I started out my academic life at the Ecole Polytechnique Fédérale de Lausanne (EPFL). Motivated by a boyhood fantasy of space exploration and futuristic gadgets, I started my studies in phyics. I was especially interested in matter-antimatter asymmetry, but little did I know that resolving this questions was not something that would be easily done by a single individual. Although I to this day am astonished by the mathematical elegance of differential geometry as a representation of general relativity, and the ability to represent particles of the standard model by symmetries of a Hamiltonian, I slowly became much more interested in questions related to life on Earth.
My foray into the biological world begun as an undergraduate exchange student at the Hong Kong University of Science and Technology (HKUST), where I began working on complex networks and various applications in biology, such as the spread of infectious diseases. This focus followed me back to the EPFL, where I continued working in network epidemiology with Paolo de Los Rios. My Master's thesis work on a coarse graining method for spin glasses with Sandro Flammini marked my last adventure in the world of traditional physics.
Just before starting my PhD work at the ETH Zurich, I volunteered as a quantitative analyist in Senegal and Cameroon for the Clinton Health Access Initiative , in a stereotypical attempt to give back to the world some of the knowledge and skills I had learned. Although saving the world singlehandely was as naive as building hyperspace-capable spaceships, this was quite a transformative experience and marked my first exposure to public health related issues, and specifically HIV epidemiology. Surprisingly unrelated, my subsequent PhD work with Sebastian Bonhoeffer married my previous network epidemiology work with public health. More importantly, I was introduced to evolutionary biology, phylogenetics and phylodynamics, (with Tanja Stadler), and—through a close interaction of Sebastian's group and the groups of Paul Schmid-Hempel and Martin Ackermann's groups— evolutionary ecology and evolutionary microbiology.

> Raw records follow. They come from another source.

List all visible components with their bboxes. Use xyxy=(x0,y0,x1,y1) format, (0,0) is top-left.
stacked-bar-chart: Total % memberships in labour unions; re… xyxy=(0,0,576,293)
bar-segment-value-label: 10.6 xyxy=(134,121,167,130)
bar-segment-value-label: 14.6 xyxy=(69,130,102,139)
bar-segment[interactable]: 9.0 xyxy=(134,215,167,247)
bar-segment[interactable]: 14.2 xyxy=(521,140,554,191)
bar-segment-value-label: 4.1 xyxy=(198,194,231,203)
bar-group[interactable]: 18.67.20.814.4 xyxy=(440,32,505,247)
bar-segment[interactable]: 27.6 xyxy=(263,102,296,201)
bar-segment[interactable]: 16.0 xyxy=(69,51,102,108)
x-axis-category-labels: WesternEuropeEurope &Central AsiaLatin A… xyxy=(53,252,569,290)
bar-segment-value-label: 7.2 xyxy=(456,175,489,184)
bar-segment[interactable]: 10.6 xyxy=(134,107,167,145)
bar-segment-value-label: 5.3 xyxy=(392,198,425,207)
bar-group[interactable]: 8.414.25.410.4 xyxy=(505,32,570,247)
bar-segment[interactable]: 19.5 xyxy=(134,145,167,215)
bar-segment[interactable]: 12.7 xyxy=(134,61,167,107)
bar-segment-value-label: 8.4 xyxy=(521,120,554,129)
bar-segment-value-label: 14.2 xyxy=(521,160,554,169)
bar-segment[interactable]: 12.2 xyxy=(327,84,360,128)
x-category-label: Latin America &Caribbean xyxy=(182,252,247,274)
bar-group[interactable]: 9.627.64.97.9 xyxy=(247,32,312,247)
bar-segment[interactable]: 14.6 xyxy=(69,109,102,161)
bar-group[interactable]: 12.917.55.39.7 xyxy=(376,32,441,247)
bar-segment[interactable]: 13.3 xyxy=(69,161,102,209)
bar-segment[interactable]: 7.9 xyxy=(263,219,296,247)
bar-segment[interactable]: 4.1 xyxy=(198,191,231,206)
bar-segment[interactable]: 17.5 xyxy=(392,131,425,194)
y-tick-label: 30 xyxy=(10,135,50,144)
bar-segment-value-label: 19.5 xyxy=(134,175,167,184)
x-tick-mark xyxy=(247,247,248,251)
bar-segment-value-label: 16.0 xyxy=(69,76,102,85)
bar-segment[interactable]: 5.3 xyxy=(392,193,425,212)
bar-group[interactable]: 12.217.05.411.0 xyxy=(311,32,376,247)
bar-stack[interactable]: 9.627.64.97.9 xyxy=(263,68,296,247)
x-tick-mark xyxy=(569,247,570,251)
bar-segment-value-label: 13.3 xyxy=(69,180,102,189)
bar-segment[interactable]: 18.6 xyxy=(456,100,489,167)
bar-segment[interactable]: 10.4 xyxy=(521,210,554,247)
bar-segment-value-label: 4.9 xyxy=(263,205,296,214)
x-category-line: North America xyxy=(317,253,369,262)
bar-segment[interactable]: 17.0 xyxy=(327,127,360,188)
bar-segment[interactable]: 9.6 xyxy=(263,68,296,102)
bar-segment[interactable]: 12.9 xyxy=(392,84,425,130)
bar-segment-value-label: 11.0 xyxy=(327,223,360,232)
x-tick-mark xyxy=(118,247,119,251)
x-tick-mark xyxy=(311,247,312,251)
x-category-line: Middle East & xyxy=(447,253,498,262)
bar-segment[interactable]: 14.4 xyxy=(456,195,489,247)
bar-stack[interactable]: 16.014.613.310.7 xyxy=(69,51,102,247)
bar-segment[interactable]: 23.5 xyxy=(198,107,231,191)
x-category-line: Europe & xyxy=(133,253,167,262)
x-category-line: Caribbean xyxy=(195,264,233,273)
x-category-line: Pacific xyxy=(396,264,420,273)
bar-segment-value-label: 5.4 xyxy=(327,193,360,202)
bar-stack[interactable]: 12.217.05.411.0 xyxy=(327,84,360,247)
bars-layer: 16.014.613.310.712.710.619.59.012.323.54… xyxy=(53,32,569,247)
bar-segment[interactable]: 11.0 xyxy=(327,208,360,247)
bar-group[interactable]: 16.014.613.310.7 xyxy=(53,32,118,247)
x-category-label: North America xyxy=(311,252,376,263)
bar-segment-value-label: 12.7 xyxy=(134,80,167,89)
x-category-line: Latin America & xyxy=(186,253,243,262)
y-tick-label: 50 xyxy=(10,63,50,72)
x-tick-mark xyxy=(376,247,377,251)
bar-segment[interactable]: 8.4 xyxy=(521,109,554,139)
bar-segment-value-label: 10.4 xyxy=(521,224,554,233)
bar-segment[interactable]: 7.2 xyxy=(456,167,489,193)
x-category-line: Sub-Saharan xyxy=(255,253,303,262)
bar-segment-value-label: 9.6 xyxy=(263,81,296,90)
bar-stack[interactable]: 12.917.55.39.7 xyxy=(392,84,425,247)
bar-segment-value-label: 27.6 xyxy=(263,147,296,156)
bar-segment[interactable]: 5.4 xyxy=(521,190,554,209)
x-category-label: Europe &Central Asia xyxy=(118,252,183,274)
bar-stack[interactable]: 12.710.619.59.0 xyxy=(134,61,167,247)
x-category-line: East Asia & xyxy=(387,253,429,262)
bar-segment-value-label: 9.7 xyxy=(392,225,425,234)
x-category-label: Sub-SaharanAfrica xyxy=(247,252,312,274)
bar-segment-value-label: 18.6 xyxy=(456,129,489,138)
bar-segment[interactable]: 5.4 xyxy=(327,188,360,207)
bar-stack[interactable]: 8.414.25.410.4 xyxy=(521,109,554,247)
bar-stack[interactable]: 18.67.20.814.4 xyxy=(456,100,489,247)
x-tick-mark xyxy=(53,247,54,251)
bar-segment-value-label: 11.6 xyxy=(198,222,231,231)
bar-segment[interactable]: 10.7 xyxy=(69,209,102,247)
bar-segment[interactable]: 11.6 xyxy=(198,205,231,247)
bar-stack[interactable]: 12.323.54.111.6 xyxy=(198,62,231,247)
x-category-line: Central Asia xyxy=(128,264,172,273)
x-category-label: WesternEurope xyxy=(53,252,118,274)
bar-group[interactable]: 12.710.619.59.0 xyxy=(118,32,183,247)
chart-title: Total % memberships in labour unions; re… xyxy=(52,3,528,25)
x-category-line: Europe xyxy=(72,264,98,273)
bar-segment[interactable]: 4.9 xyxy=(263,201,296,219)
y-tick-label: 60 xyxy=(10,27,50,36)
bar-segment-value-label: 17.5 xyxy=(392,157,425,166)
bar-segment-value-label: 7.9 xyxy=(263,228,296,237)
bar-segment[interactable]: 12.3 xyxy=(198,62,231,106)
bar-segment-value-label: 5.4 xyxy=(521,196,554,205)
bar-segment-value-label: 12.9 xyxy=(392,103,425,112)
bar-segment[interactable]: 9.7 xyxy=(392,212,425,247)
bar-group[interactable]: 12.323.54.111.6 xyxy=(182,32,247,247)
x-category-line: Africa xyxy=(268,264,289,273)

As part of my PhD, I became interested in ecological networks (e.g. food webs and plant-pollinator networks). Similar to the lack of prior work on bringing evolutionary thinking into network epidemiology—which I worked on together with Alison Hill —there appeared to be a similar lack of integration of evolutionary approaches into ecological interaction networks. This eventually lead to my current focus on microbial communities with Otto Cordero at MIT, where I am studying the effects of community structure on the evolution of the individual community members.